Of the total failures, averaging 0.96% of all luminaires, 0.16% were “out of the box” failures caused by shipping damage or other issues encountered prior to installation.

The longer-term failures (0.8%) could be divided into three causal categories:

  1. Human-caused failures – 19.9% (vandalism, accidents, pinched wiring, etc)
  2. Nature-cause failures – 8.1% (lighting strike, storm damage, etc)
  3. Component failures – 71.8%

The most common reason for component failures was the luminaire power supply (LED driver) which, at 67.2% of the total failures, occurred in only 0.4% of luminaires overall. Individual LEDs failing to light were responsible for only 8.3% of component failures, meaning this fault occurred in only 0.05% of installed luminaires overall.
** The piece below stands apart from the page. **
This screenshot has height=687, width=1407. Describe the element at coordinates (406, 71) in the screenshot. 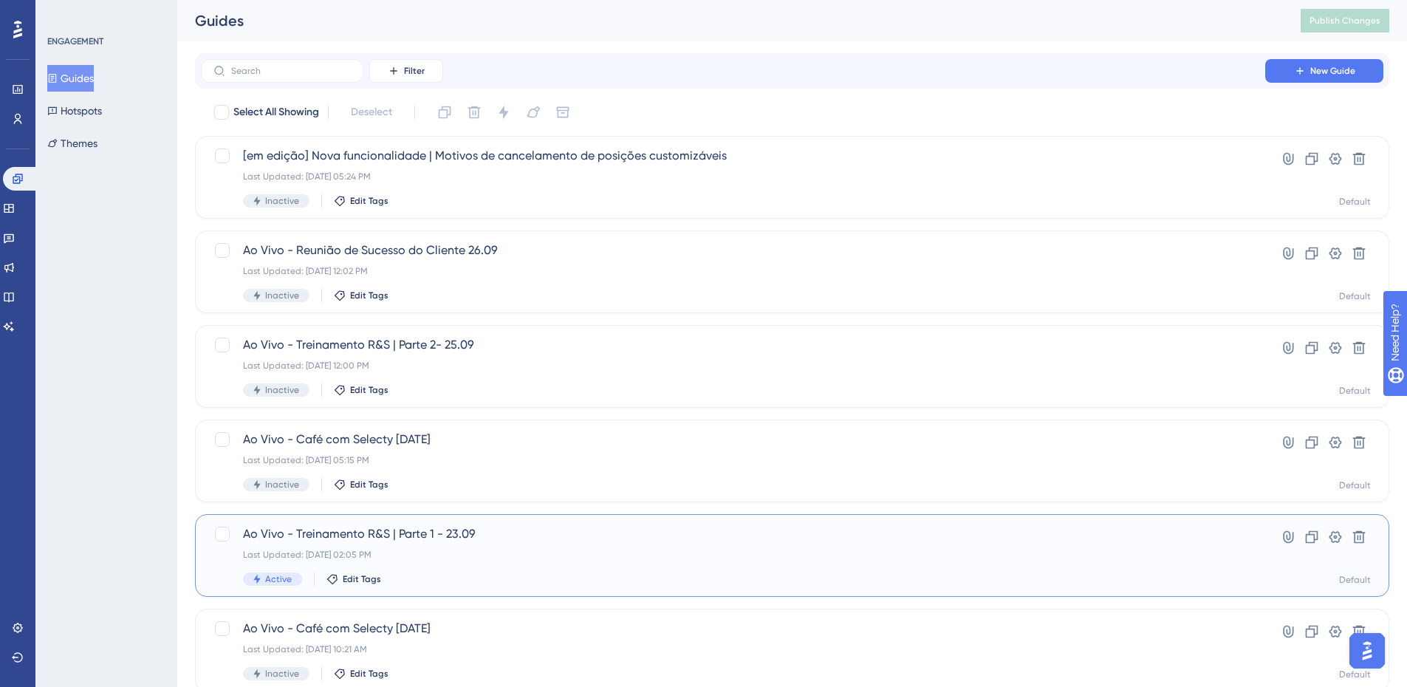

The Municipal Solid State Lighting Consortium (MSSLC) is a US Department of Energy funded organisation with 360 municipality (council) members that combine resources and knowledge to assist with LED public lighting and controls systems deployments in US cities and towns.

Editor: The MSSLC data refers to installed luminaires that have undergone a rigorous evaluation process prior to selection, so may not be representative of all LED luminaires ‘on the market’ in the US.  

This story has been reproduced with permission from the October 2015 edition of Public Lighting Today.